The question is whether the NFL will care. With the league as popular as ever, some experts say it could take a game-changing blunder or a serious injury to force the NFL to meet the referees' demands.

Still, Week 2 will increase pressure on the NFL. “These missed calls and concern about the sanctity of the game is the best thing that could have ever happened for the NFL referees,” says Marc Edelman, a sports law professor at Barry University in Miami Shores, Fla. “The NFL’s position here is that the referees are fungible … [but the refs' Week 2 performance] substantiates that they’re not replaceable. The greater the deviation is between regulars and replacements, the greater the demand is to pay the regular referees more.”

Monday night was a case in point. It took nearly an hour and a half to get the Atlanta Falcons and the Denver Broncos out of the first quarter. Replay officials reversed three on-field calls in the first 30 minutes of the game. Beyond that, the referees gave a fumble recovery to the Falcons despite the fact that a Bronco came out of the pile with the ball – leading to an on-field shoving match among the players. At another point, the referees mistakenly gave the Broncos 11 yards for what should have been a five-yard penalty.

Michael McCann, a sports law expert at Vermont Law School, gave the replacements' overall Week 2 effort a C-minus.

“The replacement officials are in way over their heads, and they can’t control the game at this level,” writes Bryan Burwell, a sports columnist for the St. Louis Post-Dispatch. “With the replacements on the field … NFL games were teetering on the edge of uncontrolled, borderline riots.”

The union representing the 121 regular NFL referees wants higher pay – the referees now share an annual salary package of $18 million – and better retirement benefits, all of which would cost each team approximately an extra $100,000 a year. The league says it wants to keep the status quo.

The lockout has led to one historic moment: Shannon Eastin, a college referee, became the first woman to referee an NFL game. But the replacements may also be tarnishing the league's reputation.

One official was ousted just a few hours before from refereeing a New Orleans Saints game after it became known that he was a Saints fan. Eagles running back LeSean McCoy noted on Philadelphia’s 94WIP radio station that the replacement refs are “like fans.… One of the refs was talking about his fantasy team, like, ‘McCoy, come on, I need you for my fantasy.’ Uhh, what?”

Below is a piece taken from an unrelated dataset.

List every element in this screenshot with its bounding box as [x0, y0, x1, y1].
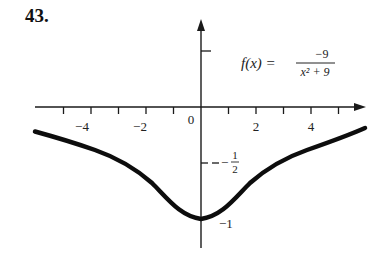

Talking about another referee, Giants player Victor Cruz told reporters, "I actually heard one of the refs, he'd only reffed glorified high school games.”

The league defended its replacements Tuesday. “Officiating is never perfect,” the league said in a statement. “The current officials have made great strides and are performing admirably.” The league said it is confident that the replacements “will show continued improvement.”

The league is making some defensible points: Regular referees make mistakes, too, and there’s no evidence that poor refereeing has seriously impacted the outcome of a game.

The league will hope that Week 3 performances improve to squelch criticism and bring back some negotiation leverage. But if concerns about player safety escalate and can be substantiated, team owners are likely to start chafing, says Professor McCann of Vermont Law School.

“As a long-term solution, clearly replacements refs are not the answer, and I assume the NFL is using them as a short-term fix to give the league some bargaining leverage,” says McCann. “There’s a distinction between games not being officiated in a credible way that leads people to question outcomes versus players getting hurt [because of bad refereeing]. If that happens, it will put the NFL in a position where they’ll have to strike a deal with the real refs.”

At the same time, McCann says to give the replacements a break. Given the NFL’s thick rule book and the difficulty of keeping track of 22 simultaneously moving players, it’s clear that they’re trying their best to do a thankless job.

“If you or I had to do it tomorrow, we’d be a disaster,” he says.